Cleveland Gets an Art Triennial

Featured on nytimes.com

If it can regularly bring tens of thousands of art lovers and international attention to a small, drab, industrial city in Germany, could art do the same thing for Cleveland?

A group of Cleveland boosters hopes to find an affirmative answer to that question in two years, when they kick off a new citywide triennial, to be called Front International: Cleveland Exhibition for Contemporary Art, a rust-belt rejoinder to venerated European art gatherings like Documenta, which happens every five years in Kassel, Germany. The Cleveland event, whose first iteration will be called “An American City,” will take place July 7 through Sept. 30, 2018, and is expected to feature the work of more than 50 international artists, under the guidance of two well-known contemporary-art figures: the conceptual artist Michelle Grabner of Chicago, who was one of the curators of the 2014 Whitney Biennial, and Jens Hoffmann, a globe-trotting curator and writer who works for the Jewish Museum in New York and the Museum of Contemporary Art Detroit.

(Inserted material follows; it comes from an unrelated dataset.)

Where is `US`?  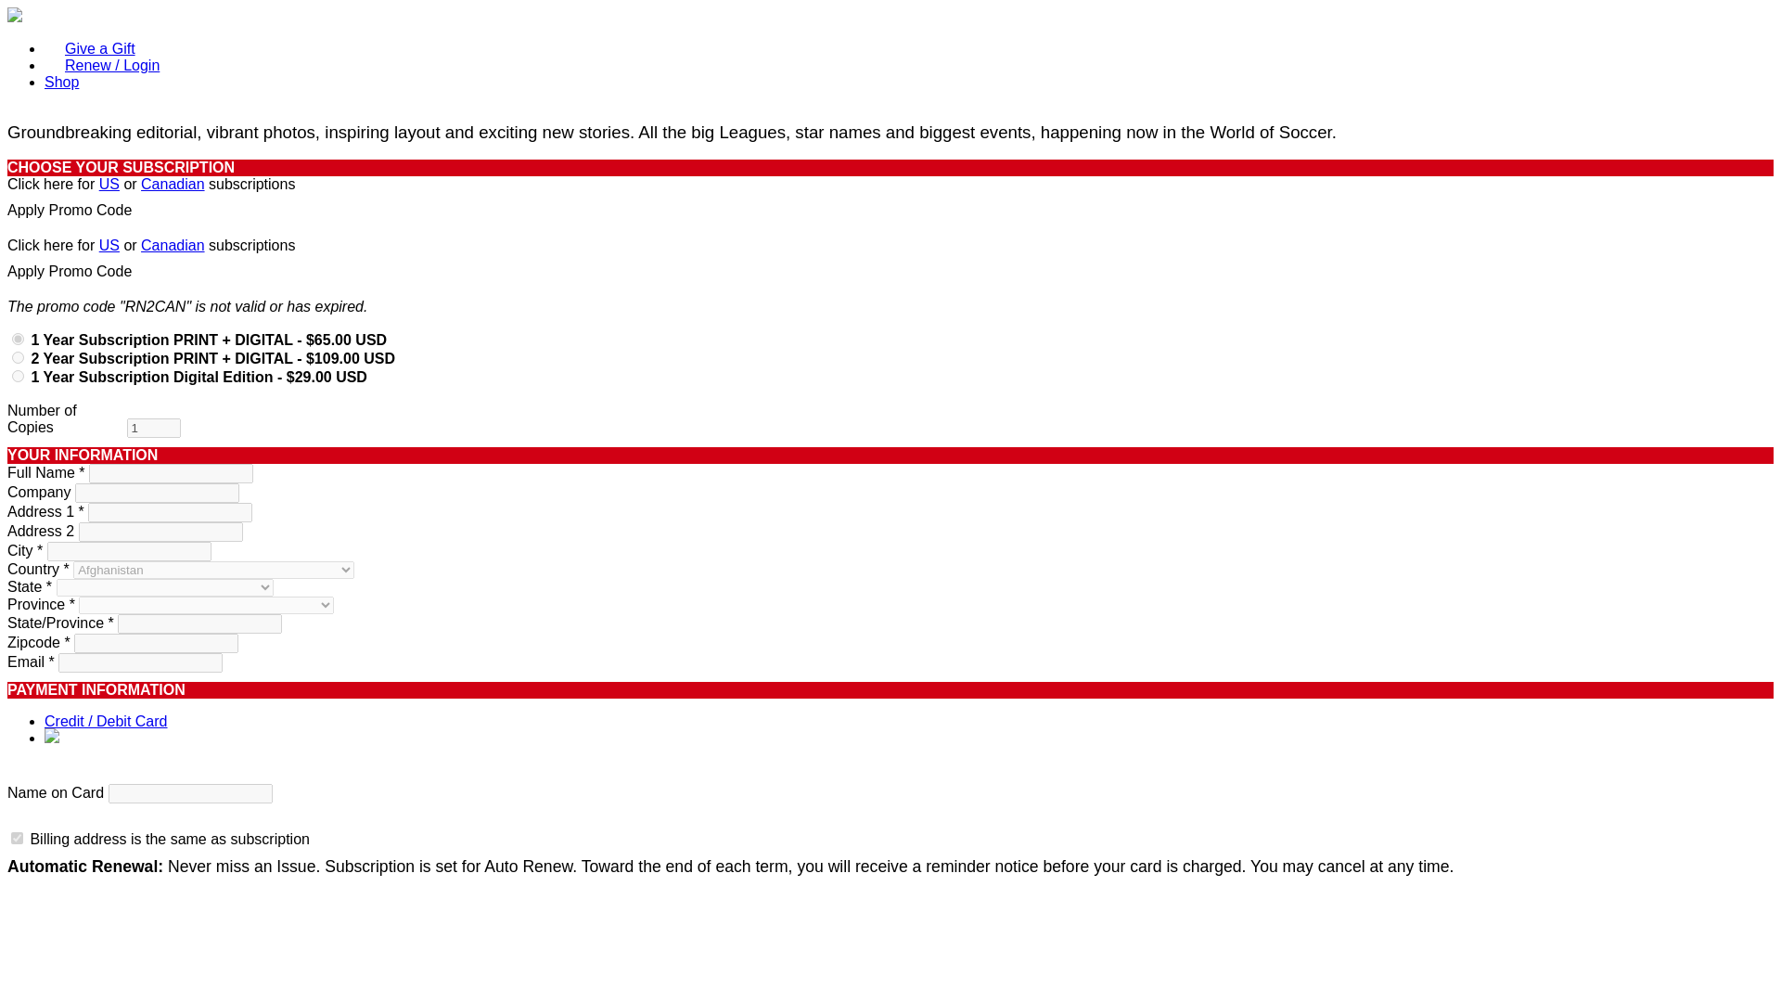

Fred Bidwell, a retired advertising executive and art collector who served as the interim director of the Cleveland Museum of Art in 2013 and 2014, came up with the idea for the Cleveland event and has quietly recruited many of the city’s and region’s art museums and organizations to participate, including the Cleveland Museum, the Museum of Contemporary Art Cleveland, the Allen Memorial Art Museum at Oberlin College, the Akron Art Museum and the Cleveland Institute of Art.

Mr. Bidwell described the triennial as a “grand experiment” to “shine a bright light for three months on what’s here.”

“Cleveland, as a Midwestern rust-belt city — I hate to use the term but others will, so I guess I have to — has an interesting story to tell,” he added. “And I think this has the potential eventually to be an important slot on the international cultural calendar.”